What does this mean for your favourite or most cherished asset? Basically find a similar asset, and see what the market prices it, or if it doesnt how much it costs to replace. What to do if the asset is unique and irreplaceable? Well there are valuers and accountants who can determine angels on the head of a pin, so leave it to them. That is what National Archives had to do with Te Tiriti. Southebys said that the going price for such documents was $26m (higher one supposes if there were not the water stains and rat chewings). The procedure is perfectly logical. But what sense does it make?

Sitting behind this is the notion of ‘fair valuation’. Economists long ago learned to distinguish between ‘value’ and ‘price’, untangling a confusion which dogged the nineteenth century, as they puzzled why market prices suggest diamonds are so much more ‘valuable’ than water. And yet practically water is obviously more valuable than diamonds. Economists concluded that price is what the market transacts at, but (for a repeated transaction) the price only reflects the marginal value, the value to the last purchaser. The value of your most marginal use of water is trivial, and that is reflected in the price of water. But the total value of water far exceeds the quantity time the marginal value. Thus the diamond-water paradox is resolved. Diamonds are expensive and we only use them for very valuable things; water is cheap so we use it for activities we dont value very much, as well as for activities which are far more valuable than diamonds. To the remark that ‘economists know the price of everything and the value of nothing’, economists can retort ‘we do understand the difference’. (The original version of the first quote, about a cynic, appears in Oscar Wilde’s Lady Windermere’s Fan in 1892.)

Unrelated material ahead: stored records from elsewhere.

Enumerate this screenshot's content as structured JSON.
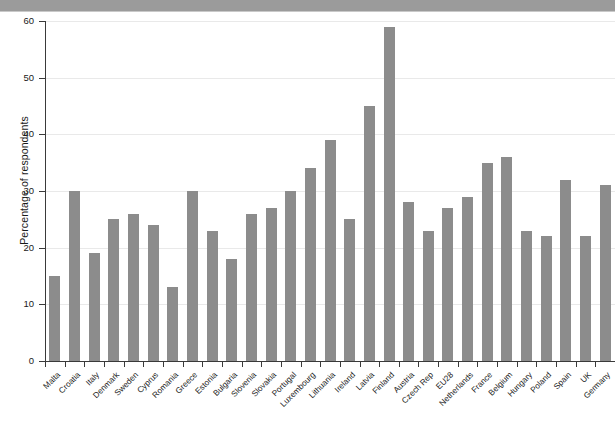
{
  "figure": {
    "banner_color": "#9b9b9b",
    "bar_color": "#8c8c8c",
    "grid_color": "#e9e9e9",
    "axis_color": "#3a3a3a"
  },
  "chart_data": {
    "type": "bar",
    "title": "",
    "subtitle": "",
    "xlabel": "",
    "ylabel": "Percentage of respondents",
    "ylim": [
      0,
      60
    ],
    "yticks": [
      0,
      10,
      20,
      30,
      40,
      50,
      60
    ],
    "ytick_labels": [
      "0",
      "10",
      "20",
      "30",
      "40",
      "50",
      "60"
    ],
    "grid": true,
    "legend": false,
    "legend_position": "none",
    "categories": [
      "Malta",
      "Croatia",
      "Italy",
      "Denmark",
      "Sweden",
      "Cyprus",
      "Romania",
      "Greece",
      "Estonia",
      "Bulgaria",
      "Slovenia",
      "Slovakia",
      "Portugal",
      "Luxembourg",
      "Lithuania",
      "Ireland",
      "Latvia",
      "Finland",
      "Austria",
      "Czech Rep",
      "EU28",
      "Netherlands",
      "France",
      "Belgium",
      "Hungary",
      "Poland",
      "Spain",
      "UK",
      "Germany"
    ],
    "values": [
      15,
      30,
      19,
      25,
      26,
      24,
      13,
      30,
      23,
      18,
      26,
      27,
      30,
      34,
      39,
      25,
      45,
      59,
      28,
      23,
      27,
      29,
      35,
      36,
      23,
      22,
      32,
      22,
      31
    ]
  }
}
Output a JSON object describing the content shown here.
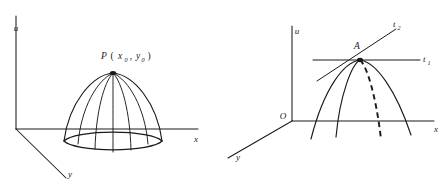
{
  "figures": [
    {
      "id": "left",
      "name": "dome-surface-figure",
      "axes": {
        "vertical_label": "u",
        "horizontal_label": "x",
        "depth_label": "y"
      },
      "point_label": {
        "name": "P",
        "open_paren": "(",
        "arg1": "x",
        "arg1_sub": "0",
        "comma": ",",
        "arg2": "y",
        "arg2_sub": "0",
        "close_paren": ")",
        "full": "P(x0 , y0)"
      },
      "description": "Dome-shaped surface with elliptical base and five meridian curves meeting at apex P(x0,y0)",
      "meridian_count": 5
    },
    {
      "id": "right",
      "name": "tangent-lines-figure",
      "axes": {
        "vertical_label": "u",
        "horizontal_label": "x",
        "depth_label": "y",
        "origin_label": "O"
      },
      "point_label": "A",
      "tangent_lines": [
        {
          "label": "t",
          "subscript": "1",
          "full": "t1",
          "orientation": "horizontal"
        },
        {
          "label": "t",
          "subscript": "2",
          "full": "t2",
          "orientation": "sloped-up-right"
        }
      ],
      "curves": {
        "solid_count": 3,
        "dashed_count": 1,
        "description": "Three solid downward parabolic curves and one dashed curve passing through point A"
      }
    }
  ],
  "colors": {
    "ink": "#1a1a1a",
    "background": "#ffffff"
  }
}
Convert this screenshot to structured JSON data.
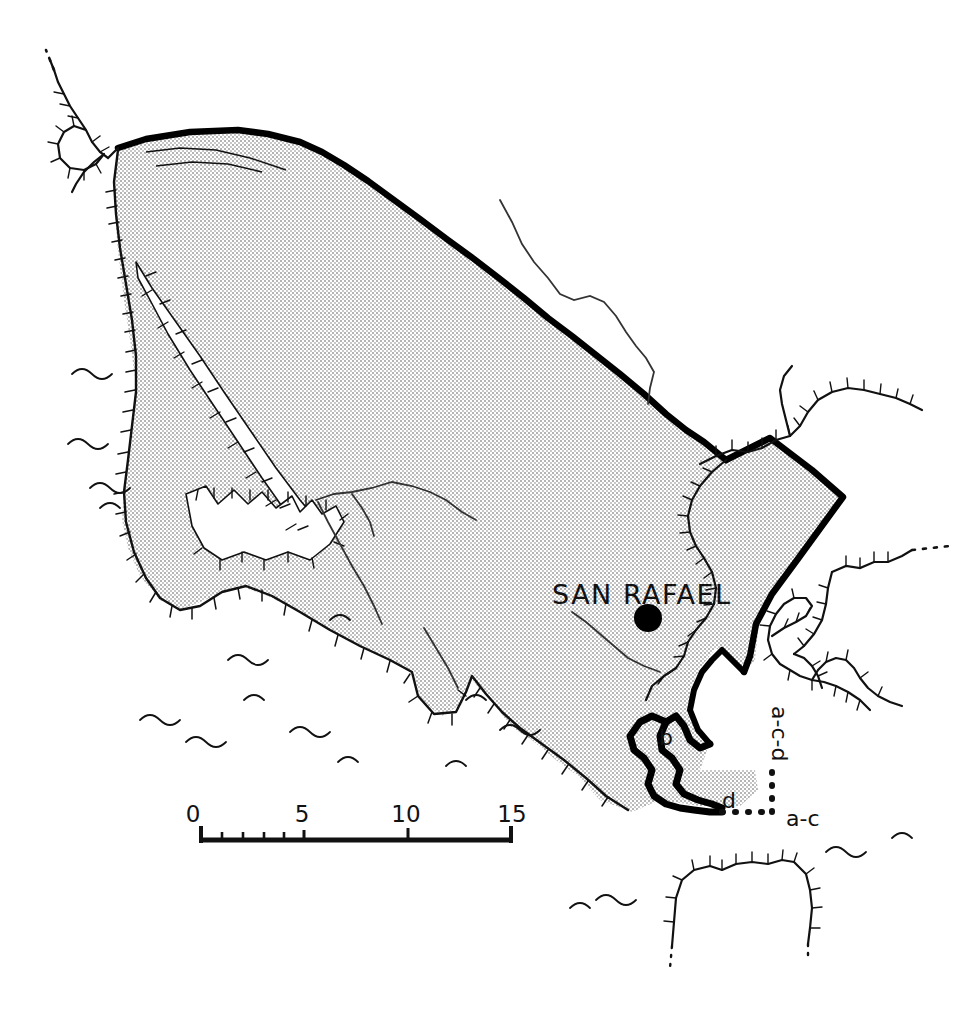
{
  "map": {
    "title_visible": false,
    "type": "historical-hand-drawn-county-map",
    "background_color": "#ffffff",
    "land_fill_color": "#d9d9d9",
    "ink_color": "#111111",
    "boundary_color": "#000000",
    "places": [
      {
        "name": "SAN RAFAEL",
        "label": "SAN RAFAEL",
        "marker": "filled-circle",
        "x": 648,
        "y": 618
      }
    ],
    "annotations": [
      {
        "id": "b",
        "label": "b",
        "x": 664,
        "y": 737,
        "rotation": 0
      },
      {
        "id": "d",
        "label": "d",
        "x": 727,
        "y": 800,
        "rotation": 0
      },
      {
        "id": "a-c-d",
        "label": "a-c-d",
        "x": 772,
        "y": 718,
        "rotation": 90
      },
      {
        "id": "a-c",
        "label": "a-c",
        "x": 788,
        "y": 818,
        "rotation": 0
      }
    ],
    "scale_bar": {
      "units_label": "",
      "ticks": [
        {
          "label": "0",
          "value": 0,
          "x": 200
        },
        {
          "label": "5",
          "value": 5,
          "x": 304
        },
        {
          "label": "10",
          "value": 10,
          "x": 408
        },
        {
          "label": "15",
          "value": 15,
          "x": 512
        }
      ],
      "minor_tick_values": [
        1,
        2,
        3,
        4
      ],
      "baseline_y": 840,
      "x_start": 200,
      "x_end": 512
    },
    "legend_items": [],
    "features": {
      "coastline_style": "hachured",
      "interior_lines": "rivers",
      "ocean_symbol": "wave-glyphs",
      "dashed_segment": "dotted-line-boundary"
    }
  }
}
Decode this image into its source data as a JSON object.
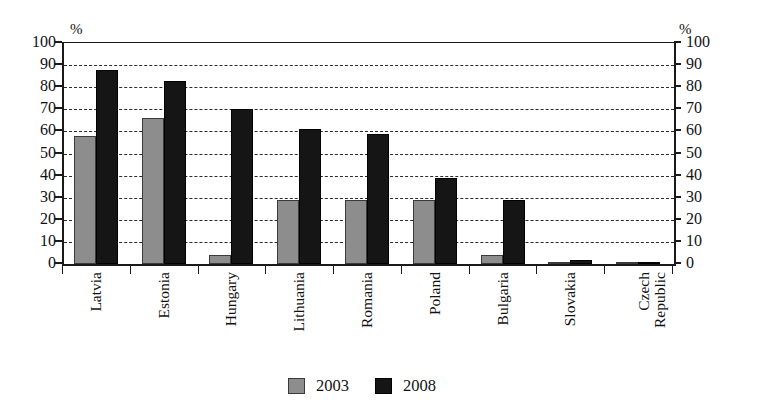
{
  "chart_data": {
    "type": "bar",
    "title": "",
    "subtitle": "",
    "xlabel": "",
    "ylabel": "%",
    "ylabel_right": "%",
    "ylim": [
      0,
      100
    ],
    "ytick_step": 10,
    "yticks": [
      0,
      10,
      20,
      30,
      40,
      50,
      60,
      70,
      80,
      90,
      100
    ],
    "ytick_labels": [
      "0",
      "10",
      "20",
      "30",
      "40",
      "50",
      "60",
      "70",
      "80",
      "90",
      "100"
    ],
    "grid": true,
    "grid_style": "dashed-horizontal",
    "dual_axis": true,
    "legend_position": "bottom-center",
    "categories": [
      "Latvia",
      "Estonia",
      "Hungary",
      "Lithuania",
      "Romania",
      "Poland",
      "Bulgaria",
      "Slovakia",
      "Czech Republic"
    ],
    "category_label_lines": [
      [
        "Latvia"
      ],
      [
        "Estonia"
      ],
      [
        "Hungary"
      ],
      [
        "Lithuania"
      ],
      [
        "Romania"
      ],
      [
        "Poland"
      ],
      [
        "Bulgaria"
      ],
      [
        "Slovakia"
      ],
      [
        "Czech",
        "Republic"
      ]
    ],
    "series": [
      {
        "name": "2003",
        "color": "#8d8d8d",
        "values": [
          58,
          66,
          4,
          29,
          29,
          29,
          4,
          0.4,
          0.3
        ]
      },
      {
        "name": "2008",
        "color": "#151515",
        "values": [
          88,
          83,
          70,
          61,
          59,
          39,
          29,
          2,
          0.4
        ]
      }
    ]
  },
  "legend": {
    "entries": [
      {
        "label": "2003",
        "swatch": "gray-square"
      },
      {
        "label": "2008",
        "swatch": "black-square"
      }
    ]
  },
  "axes": {
    "left_unit": "%",
    "right_unit": "%"
  }
}
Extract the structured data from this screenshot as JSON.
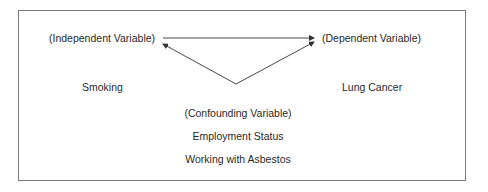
{
  "diagram": {
    "independent": {
      "role": "(Independent Variable)",
      "name": "Smoking"
    },
    "dependent": {
      "role": "(Dependent Variable)",
      "name": "Lung Cancer"
    },
    "confounding": {
      "role": "(Confounding Variable)",
      "examples": [
        "Employment Status",
        "Working with Asbestos"
      ]
    },
    "edges": [
      {
        "from": "independent",
        "to": "dependent",
        "type": "arrow"
      },
      {
        "from": "confounding",
        "to": "independent",
        "type": "arrow"
      },
      {
        "from": "confounding",
        "to": "dependent",
        "type": "arrow"
      }
    ],
    "colors": {
      "line": "#4a4a4a",
      "border": "#7a7a7a",
      "text": "#2a2a2a"
    }
  }
}
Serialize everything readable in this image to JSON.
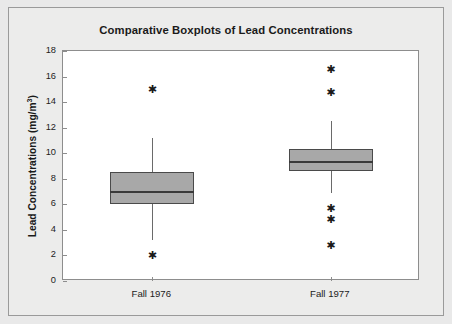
{
  "chart_data": {
    "type": "box",
    "title": "Comparative Boxplots of Lead Concentrations",
    "xlabel": "",
    "ylabel": "Lead Concentrations (mg/m³)",
    "ylabel_base": "Lead Concentrations (mg/m",
    "ylabel_sup": "3",
    "ylabel_close": ")",
    "categories": [
      "Fall 1976",
      "Fall 1977"
    ],
    "ylim": [
      0,
      18
    ],
    "yticks": [
      0,
      2,
      4,
      6,
      8,
      10,
      12,
      14,
      16,
      18
    ],
    "ytick_labels": [
      "0",
      "2",
      "4",
      "6",
      "8",
      "10",
      "12",
      "14",
      "16",
      "18"
    ],
    "grid": false,
    "legend": null,
    "boxes": [
      {
        "name": "Fall 1976",
        "whisker_low": 3.2,
        "q1": 6.05,
        "median": 7.0,
        "q3": 8.5,
        "whisker_high": 11.2,
        "outliers": [
          15.05,
          2.05
        ]
      },
      {
        "name": "Fall 1977",
        "whisker_low": 6.9,
        "q1": 8.6,
        "median": 9.35,
        "q3": 10.3,
        "whisker_high": 12.5,
        "outliers": [
          16.6,
          14.8,
          5.7,
          4.85,
          2.85
        ]
      }
    ]
  },
  "style": {
    "box_fill": "#a8a8a8",
    "box_stroke": "#4a4a4a",
    "median_stroke": "#3a3a3a",
    "whisker_stroke": "#6a6a6a",
    "outlier_glyph": "✱",
    "plot_bg": "#ffffff",
    "figure_bg": "#ececeb",
    "axis_stroke": "#8d8d8d",
    "text_color": "#1a1a1a"
  }
}
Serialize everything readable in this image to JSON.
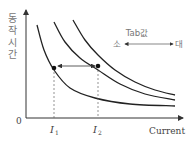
{
  "chart_data": {
    "type": "line",
    "title": "",
    "xlabel": "Current",
    "ylabel": "동작시간",
    "origin_label": "0",
    "x_ticks": [
      {
        "main": "I",
        "sub": "1"
      },
      {
        "main": "I",
        "sub": "2"
      }
    ],
    "annotation": {
      "label": "Tab값",
      "left": "소",
      "right": "대"
    },
    "series": [
      {
        "name": "curve-small-tab",
        "points": [
          [
            37,
            25
          ],
          [
            44,
            50
          ],
          [
            54,
            70
          ],
          [
            70,
            88
          ],
          [
            95,
            98
          ],
          [
            130,
            104
          ],
          [
            175,
            106
          ]
        ]
      },
      {
        "name": "curve-mid-tab",
        "points": [
          [
            54,
            22
          ],
          [
            65,
            42
          ],
          [
            80,
            58
          ],
          [
            98,
            70
          ],
          [
            120,
            84
          ],
          [
            145,
            94
          ],
          [
            175,
            100
          ]
        ]
      },
      {
        "name": "curve-large-tab",
        "points": [
          [
            73,
            20
          ],
          [
            85,
            40
          ],
          [
            98,
            55
          ],
          [
            115,
            70
          ],
          [
            135,
            82
          ],
          [
            155,
            90
          ],
          [
            175,
            95
          ]
        ]
      }
    ],
    "markers": [
      {
        "x": 54,
        "y": 68,
        "label": "I1"
      },
      {
        "x": 98,
        "y": 66,
        "label": "I2"
      }
    ],
    "grid": false,
    "colors": {
      "curve": "#222222",
      "axis": "#333333",
      "text": "#444444"
    }
  }
}
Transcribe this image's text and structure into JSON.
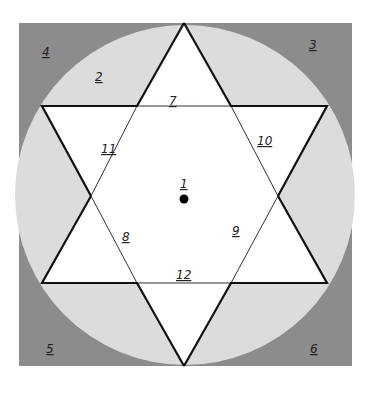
{
  "diagram": {
    "type": "star-of-david-in-circle-in-square",
    "colors": {
      "square": "#8c8c8c",
      "circle": "#dcdcdc",
      "star": "#ffffff",
      "lines": "#111111",
      "dot": "#000000"
    },
    "geometry": {
      "square": {
        "x": 19,
        "y": 23,
        "w": 333,
        "h": 343
      },
      "circle": {
        "cx": 185,
        "cy": 195,
        "r": 170
      },
      "up_triangle": [
        [
          184,
          23
        ],
        [
          42,
          283
        ],
        [
          327,
          283
        ]
      ],
      "down_triangle": [
        [
          184,
          366
        ],
        [
          42,
          106
        ],
        [
          327,
          106
        ]
      ]
    },
    "labels": [
      {
        "id": "1",
        "text": "1",
        "x": 182,
        "y": 186
      },
      {
        "id": "2",
        "text": "2",
        "x": 98,
        "y": 80
      },
      {
        "id": "3",
        "text": "3",
        "x": 312,
        "y": 49
      },
      {
        "id": "4",
        "text": "4",
        "x": 44,
        "y": 55
      },
      {
        "id": "5",
        "text": "5",
        "x": 48,
        "y": 352
      },
      {
        "id": "6",
        "text": "6",
        "x": 312,
        "y": 352
      },
      {
        "id": "7",
        "text": "7",
        "x": 172,
        "y": 104
      },
      {
        "id": "8",
        "text": "8",
        "x": 125,
        "y": 240
      },
      {
        "id": "9",
        "text": "9",
        "x": 234,
        "y": 234
      },
      {
        "id": "10",
        "text": "10",
        "x": 260,
        "y": 144
      },
      {
        "id": "11",
        "text": "11",
        "x": 104,
        "y": 152
      },
      {
        "id": "12",
        "text": "12",
        "x": 180,
        "y": 278
      }
    ]
  }
}
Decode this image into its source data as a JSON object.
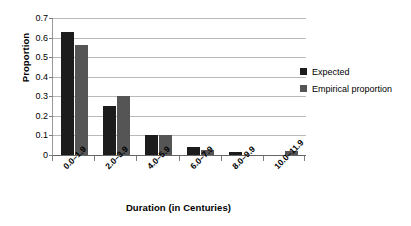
{
  "chart_data": {
    "type": "bar",
    "title": "",
    "xlabel": "Duration (in Centuries)",
    "ylabel": "Proportion",
    "categories": [
      "0.0–1.9",
      "2.0–3.9",
      "4.0–5.9",
      "6.0–7.9",
      "8.0–9.9",
      "10.0–11.9"
    ],
    "series": [
      {
        "name": "Expected",
        "color": "#1c1c1c",
        "values": [
          0.63,
          0.25,
          0.1,
          0.04,
          0.015,
          0.002
        ]
      },
      {
        "name": "Empirical proportion",
        "color": "#555555",
        "values": [
          0.56,
          0.3,
          0.1,
          0.025,
          0.0,
          0.02
        ]
      }
    ],
    "ylim": [
      0,
      0.7
    ],
    "ytick_labels": [
      "0.7",
      "0.6",
      "0.5",
      "0.4",
      "0.3",
      "0.2",
      "0.1",
      "0"
    ],
    "ytick_values": [
      0.7,
      0.6,
      0.5,
      0.4,
      0.3,
      0.2,
      0.1,
      0
    ],
    "grid": true,
    "legend_position": "right"
  },
  "legend": {
    "items": [
      {
        "label": "Expected",
        "color": "#1c1c1c"
      },
      {
        "label": "Empirical proportion",
        "color": "#555555"
      }
    ]
  },
  "colors": {
    "expected": "#1c1c1c",
    "empirical": "#555555",
    "gridline": "#b9b9b9",
    "axis": "#666666",
    "background": "#ffffff",
    "text": "#000000"
  }
}
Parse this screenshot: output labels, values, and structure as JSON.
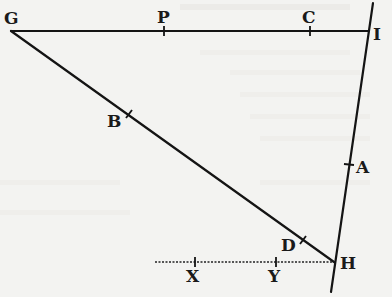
{
  "diagram": {
    "background": "#f3f3f1",
    "stroke_color": "#141414",
    "points": {
      "G": {
        "label": "G",
        "x": 11,
        "y": 31
      },
      "P": {
        "label": "P",
        "x": 164,
        "y": 31
      },
      "C": {
        "label": "C",
        "x": 310,
        "y": 31
      },
      "I": {
        "label": "I",
        "x": 367,
        "y": 31
      },
      "A": {
        "label": "A",
        "x": 349,
        "y": 165
      },
      "B": {
        "label": "B",
        "x": 129,
        "y": 114
      },
      "D": {
        "label": "D",
        "x": 303,
        "y": 240
      },
      "H": {
        "label": "H",
        "x": 334,
        "y": 262
      },
      "X": {
        "label": "X",
        "x": 195,
        "y": 262
      },
      "Y": {
        "label": "Y",
        "x": 276,
        "y": 262
      }
    },
    "segments": [
      {
        "name": "GI",
        "from": "G",
        "to": "I",
        "style": "solid"
      },
      {
        "name": "GH",
        "from": "G",
        "to": "H",
        "style": "solid"
      },
      {
        "name": "IH-extended",
        "from": "top",
        "to": "bottom",
        "style": "solid"
      },
      {
        "name": "XH",
        "from": "left-end",
        "to": "H",
        "style": "dotted"
      }
    ]
  }
}
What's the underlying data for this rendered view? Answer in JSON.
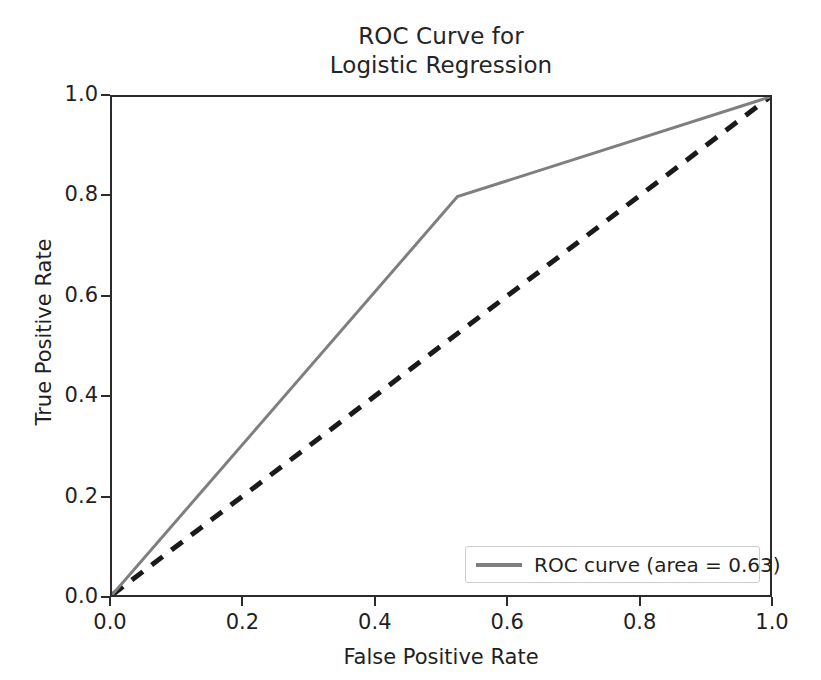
{
  "chart_data": {
    "type": "line",
    "title": "ROC Curve for\nLogistic Regression",
    "title_line1": "ROC Curve for",
    "title_line2": "Logistic Regression",
    "xlabel": "False Positive Rate",
    "ylabel": "True Positive Rate",
    "xlim": [
      0.0,
      1.0
    ],
    "ylim": [
      0.0,
      1.0
    ],
    "grid": false,
    "legend_position": "lower right",
    "xticks": [
      "0.0",
      "0.2",
      "0.4",
      "0.6",
      "0.8",
      "1.0"
    ],
    "xtick_values": [
      0.0,
      0.2,
      0.4,
      0.6,
      0.8,
      1.0
    ],
    "yticks": [
      "0.0",
      "0.2",
      "0.4",
      "0.6",
      "0.8",
      "1.0"
    ],
    "ytick_values": [
      0.0,
      0.2,
      0.4,
      0.6,
      0.8,
      1.0
    ],
    "series": [
      {
        "name": "ROC curve (area = 0.63)",
        "style": "solid",
        "color": "#7f7f7f",
        "linewidth": 3,
        "x": [
          0.0,
          0.525,
          1.0
        ],
        "y": [
          0.0,
          0.8,
          1.0
        ]
      },
      {
        "name": "chance-diagonal",
        "style": "dashed",
        "color": "#1a1a1a",
        "linewidth": 5,
        "x": [
          0.0,
          1.0
        ],
        "y": [
          0.0,
          1.0
        ]
      }
    ],
    "auc": 0.63
  },
  "legend": {
    "entries": [
      {
        "label": "ROC curve (area = 0.63)",
        "color": "#7f7f7f"
      }
    ]
  },
  "colors": {
    "roc_line": "#7f7f7f",
    "diagonal": "#1a1a1a",
    "axis": "#2b2b2b",
    "text": "#1f1f1f",
    "background": "#ffffff"
  }
}
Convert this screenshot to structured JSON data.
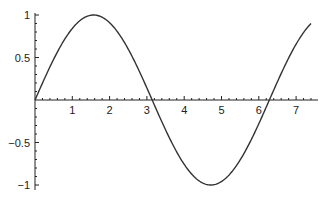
{
  "chart_data": {
    "type": "line",
    "title": "",
    "xlabel": "",
    "ylabel": "",
    "function": "sin(x)",
    "xlim": [
      0,
      7.4
    ],
    "ylim": [
      -1,
      1
    ],
    "grid": false,
    "legend": null,
    "x_ticks": [
      {
        "value": 1,
        "label": "1"
      },
      {
        "value": 2,
        "label": "2"
      },
      {
        "value": 3,
        "label": "3"
      },
      {
        "value": 4,
        "label": "4"
      },
      {
        "value": 5,
        "label": "5"
      },
      {
        "value": 6,
        "label": "6"
      },
      {
        "value": 7,
        "label": "7"
      }
    ],
    "y_ticks": [
      {
        "value": 1,
        "label": "1"
      },
      {
        "value": 0.5,
        "label": "0.5"
      },
      {
        "value": -0.5,
        "label": "−0.5"
      },
      {
        "value": -1,
        "label": "−1"
      }
    ],
    "series": [
      {
        "name": "sin(x)",
        "color": "#333333",
        "x": [
          0,
          0.5,
          1,
          1.5708,
          2,
          2.5,
          3,
          3.1416,
          3.5,
          4,
          4.5,
          4.7124,
          5,
          5.5,
          6,
          6.2832,
          6.5,
          7,
          7.4
        ],
        "y": [
          0,
          0.479,
          0.841,
          1,
          0.909,
          0.598,
          0.141,
          0,
          -0.351,
          -0.757,
          -0.978,
          -1,
          -0.959,
          -0.706,
          -0.279,
          0,
          0.215,
          0.657,
          0.899
        ]
      }
    ]
  }
}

The point of this incursion into ‘value theory’ (for economist’s still call price theory by its nineteenth century) is to recognise that the ‘fair valuation’ used by the accountants is not a ‘value’ but a price. Their terminology is slightly different from that of economists, but economists could claim their language in this (perhaps very rare) case is more aligned with terminology of everyday people, while acknowledging that many other professions – such as land valuers – use ‘value’ to mean ‘price’.

So the guidelines document is about is putting a price on the assets, as required by the Public Finance Act and Generally Accepted Accounting Practices (GAAP). It is certainly not putting on a value, for the market really cannot. The very point of the government holding heritage assets, is it is a means by which the public express their value. There is no more efficient mechanism to do this. Individual bids in the market do not reflect social value, and the cost of organising a collective bid would be prohibitive, were there no government to do it for us.

I draw a practical conclusion. While the heritage assets may be priced in the government accounts, they need to be clearly delineated from the potentially commercial assets. That is why I advocate introducing a class of publicly owned assets called ‘Crown Heritage Assets’ which are those which would not, in normal circumstances, be alienated from public ownership. A logical consequence would be there would be no capital charge on such CHAs – a number are already treated that way – because capital charging is a management device to encourage government agencies to rationalise assets by, ultimately, sale. That does not apply to CHAs because the intention is to maintain, preserve and (hopefully) accumulate, rather than dispose of, them.

Regrettably the Treasury valuation guidelines do not make this distinction. Instead they will disappear into the accounting section of the relevant government agencies and, no doubt be applied rigorously and obsessively – even thoughtfully. With luck they will result in a better management and protection of the heritage assets, and perhaps more accountability. Take some comfort from this, but remember they are only pricing the unique, irreplaceable and precious: they are not giving them any national value.*

* I am grateful to Don Gilling helping me with some of the intricacies of public accounting practices.